The second biblical myth, the Tower of Babel, depicts humanity’s hubristic attempt to construct a unified, universal culture capable of rivaling heaven itself. This effort is thwarted through the “confusion of tongues,” as humanity is divided into a plurality of languages and cultures in order to halt further theomachy. Trubetskoy interprets this story as a clear affirmation that cultural difference is God-pleasing and integral to the divine order of the world. Western imperialist attempts to impose a universal civilization thus appear as modern efforts to scale the vault of heaven itself. Any project aimed at constructing a global civilization, the Eurasianists argue, is therefore both false and opposed to God’s plan.
The final miracle is that of naming: forgetting one’s name, and finding it again. At various points in history, Eurasia appeared to have lost its path and essence—after the early period of Rus’, during the Tatar Yoke, under Peter the Great’s Westernizing reforms, and then under the Bolsheviks. Yet, every attempt to divide, overwrite, or suppress Eurasia’s identity has failed, because the essence of the Eurasian land is divinely ordained. Paradoxically, each effort to erase this identity has only served to strengthen it; as the submerged myth resurfaces, the upper strata are stripped away, and deeper truths embedded in the land itself reemerge.
Like the Israelites, the Eurasianists may find themselves lost, scattered, or exiled, but these conditions only heighten the intensity of those miraculous moments when the true name is rediscovered, whispered back into being by the tongue of the world. In this light, Vakhitov reminds us that the Book of Exodus was once known simply as the Book of Names.
Myths disclose the hidden truths of history, identity, and destiny, and for all of its scientific and ideological rigor, Vakhitov ultimately reminds us not to lose sight of the religious core of the Eurasianist idea.
For more by Rustem Vakhitov in English, check out his in-depth, critical introduction to Foundations of Eurasianism Vol. III (PRAV Publishing, 2024).

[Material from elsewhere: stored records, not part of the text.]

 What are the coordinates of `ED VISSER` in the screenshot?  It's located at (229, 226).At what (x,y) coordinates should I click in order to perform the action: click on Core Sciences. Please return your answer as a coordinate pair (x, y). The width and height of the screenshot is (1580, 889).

Topogenesis [mestorazvitye] refers to the process by which a culture, people, or civilization takes shape through its organic development in and with a specific geographical space. It emphasizes that historical, cultural, and spiritual forms are not abstract or transferable, but arise from a living interaction between land, climate, landscape, economy, and collective human life. In Eurasianist thought, topogenesis rejects the idea that civilizations can be freely exported or imposed elsewhere, insisting instead that each culture develops according to the internal logic of its place of development.
It is outside the scope of this review to examine the breadth of material presented in support of this argument, but interested readers can find the details in chapter 2.
It is critical, however, to understand that Trubetskoy is not implying that Eurasia can think and express itself as if it were some singular identity distinguishable from the people that make it up. Eurasia expresses and understands itself in the collective work and thought of its people.
While slightly outside the scope of this review, Vakhitov here also breaks down the distinction between Trubetskoy’s “conciliar personality” [sobornaya lichnost’] and Karsavin’s “symphonic personality” [simfonicheskaya lichnost’] in a comprehensive way. This division is of critical importance for understanding the Clamart split and classical Eurasianism’s division into a “right” and “left” wing.